WE CANNOT ALL LIVE IN CITIES, yet nearly all seem determined to do so,” New York editor Horace Greeley complained. The last three decades of the nineteenth century witnessed an urban explosion. Cities and towns grew more than twice as rapidly as the total population. By 1900, the United States boasted three cities with more than a million inhabitants — New York, Chicago, and Philadelphia.

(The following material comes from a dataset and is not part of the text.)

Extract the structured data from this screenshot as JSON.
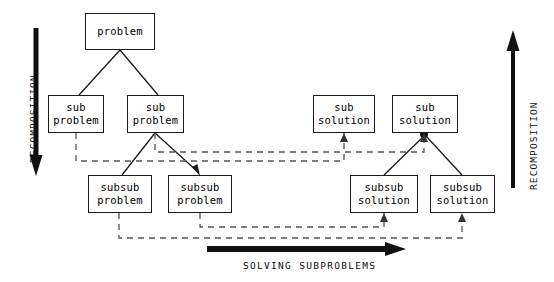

Patterns of global migration contributed to the rise of the city. In the port cities of the East Coast, more than fourteen million people arrived, many from southern and eastern Europe, and huddled together in dense urban ghettos. The word slum entered the American vocabulary along with a growing concern over the rising tide of newcomers. In the city, the widening gap between rich and poor became more visible. The gap was made more visible by changes in the city landscape brought about by advances in transportation and technology.

CHRONOLOGY

1880s

  • Immigration from southern and eastern Europe rises.

1890

  • Jacob Riis publishes How the Other Half Lives.

1890s

  • African American migration from the South begins.

1892

  • Ellis Island opens.

1896

  • President Grover Cleveland vetoes immigrant literacy test.

global migration

image Movement of populations across large distances such as oceans and continents. In the late nineteenth century, large-scale immigration from southern and eastern Europe into the United States contributed to the growth of cities and changes in American demographics.